Gert Lombard's Blog     About     Archive     Feed
My passion is code quality, automated testing, software craftsmanship.

Why blog?

I've decided to give blogging a try once again.

I have new questions every day and I learn something new every day. I'm very fortunate to work with an extremely talented team at the moment, and I've never learned so much from others as I am on my current project.

It would be a shame not to share some of the useful patterns and practices I'm learning from them (assuming my attempt at conveying the ideas will do it justice!).

As a developer, you inevitably have to "research" various bits and pieces every day anyway. I often feel the need to write down what I learn to help myself remember it. Sometimes I send an email to colleagues explaining something (e.g. like why I think we should use xUnit.net instead of MSTest) and then think afterwards: "I just spent 30 minutes working on this email that might get read by one or two people, I should've written it as a blog post instead!"

I'm hoping that blogging about a few of the things that I'm learning, will
(a) encourage me to dig a little deeper into the topics that I'm "researching";
(b) document my findings for my own future reference;
(c) hopefully help the occasional anonymous beginner programmer doing a Google search and somehow coming across this blog.

However, blogging isn't easy for me. I think about an idea or concept. In my mind I imagine the idea might be worth a blog post. "I've got an idea for a blog post! It's going to be epic!" My blog post ideas are usually formed around a few keywords. But as I start fleshing out the post, the structure just doesn't work. My thoughts don't come out into words the way I imaged it would when I started. Then the post just remains unfinished forever in a lost text file somewhere.

That is why I almost never blog. I'm never satisfied with the result. But I've decided to stop caring so much and just start doing it. Even the current plain theme of this blog is an example of how I'm deliberately trying to get over this time-wasting "perfectionism".

It does mean I'm revealing my perhaps unpopular opinions, biases, weaknesses and sometimes chaotic thoughts to the world (assuming anyone actually reads it) which is a slightly scary thought.

Your Blog Is The Engine of Community.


### [TASK INSTRUCTIONS]
Search the data for the word "group" and copy every line where it occurs.

(INFORMATION)

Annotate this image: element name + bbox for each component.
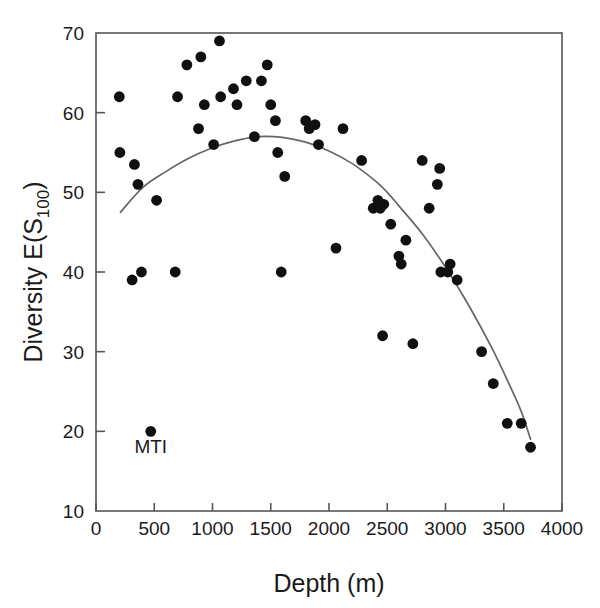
data-point xyxy=(145,426,156,437)
data-point xyxy=(262,59,273,70)
data-point xyxy=(432,179,443,190)
data-point xyxy=(516,418,527,429)
data-point xyxy=(452,275,463,286)
data-point xyxy=(310,119,321,130)
annotation-label: MTI xyxy=(134,436,167,457)
data-point xyxy=(434,163,445,174)
data-point xyxy=(476,346,487,357)
data-point xyxy=(356,155,367,166)
data-point xyxy=(313,139,324,150)
data-point xyxy=(172,91,183,102)
y-tick-label: 50 xyxy=(63,182,84,203)
data-point xyxy=(133,179,144,190)
data-point xyxy=(265,99,276,110)
data-point xyxy=(199,99,210,110)
y-tick-label: 10 xyxy=(63,501,84,522)
data-point xyxy=(151,195,162,206)
data-point xyxy=(445,259,456,270)
data-point xyxy=(424,203,435,214)
data-point xyxy=(396,259,407,270)
data-point xyxy=(407,338,418,349)
y-tick-label: 20 xyxy=(63,421,84,442)
data-points-group xyxy=(114,36,536,453)
y-axis-tick-labels: 10203040506070 xyxy=(63,23,84,522)
data-point xyxy=(215,91,226,102)
x-tick-label: 3500 xyxy=(483,518,525,539)
data-point xyxy=(488,378,499,389)
data-point xyxy=(181,59,192,70)
x-tick-label: 1000 xyxy=(191,518,233,539)
data-point xyxy=(338,123,349,134)
data-point xyxy=(400,235,411,246)
x-tick-label: 2000 xyxy=(308,518,350,539)
data-point xyxy=(170,267,181,278)
scatter-plot-figure: 05001000150020002500300035004000 1020304… xyxy=(0,0,600,608)
data-point xyxy=(276,267,287,278)
data-point xyxy=(208,139,219,150)
y-tick-label: 60 xyxy=(63,103,84,124)
data-point xyxy=(228,83,239,94)
y-tick-label: 30 xyxy=(63,342,84,363)
y-tick-label: 70 xyxy=(63,23,84,44)
data-point xyxy=(525,442,536,453)
data-point xyxy=(241,75,252,86)
data-point xyxy=(378,199,389,210)
x-tick-label: 3000 xyxy=(424,518,466,539)
annotations-group: MTI xyxy=(134,436,167,457)
data-point xyxy=(385,219,396,230)
data-point xyxy=(232,99,243,110)
data-point xyxy=(129,159,140,170)
data-point xyxy=(417,155,428,166)
data-point xyxy=(279,171,290,182)
data-point xyxy=(502,418,513,429)
y-axis-title-main: Diversity E(S100) xyxy=(19,181,53,362)
x-tick-label: 4000 xyxy=(541,518,583,539)
data-point xyxy=(136,267,147,278)
x-tick-label: 2500 xyxy=(366,518,408,539)
x-tick-label: 500 xyxy=(138,518,170,539)
data-point xyxy=(193,123,204,134)
data-point xyxy=(256,75,267,86)
data-point xyxy=(114,147,125,158)
y-axis-ticks xyxy=(96,113,105,432)
y-axis-title: Diversity E(S100) xyxy=(19,181,53,362)
data-point xyxy=(195,52,206,63)
x-axis-ticks xyxy=(96,503,562,511)
y-tick-label: 40 xyxy=(63,262,84,283)
data-point xyxy=(214,36,225,47)
x-axis-title: Depth (m) xyxy=(273,569,384,597)
data-point xyxy=(114,91,125,102)
data-point xyxy=(272,147,283,158)
fitted-curve xyxy=(120,136,530,439)
x-tick-label: 0 xyxy=(91,518,102,539)
x-axis-tick-labels: 05001000150020002500300035004000 xyxy=(91,518,583,539)
data-point xyxy=(377,330,388,341)
data-point xyxy=(127,275,138,286)
x-tick-label: 1500 xyxy=(250,518,292,539)
data-point xyxy=(249,131,260,142)
data-point xyxy=(331,243,342,254)
plot-canvas: 05001000150020002500300035004000 1020304… xyxy=(0,0,600,608)
data-point xyxy=(270,115,281,126)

(End INFORMATION)

### [REPLY TO THE EXERCISE]
data-points-group xyxy=(114,36,536,453)
annotations-group: MTI xyxy=(134,436,167,457)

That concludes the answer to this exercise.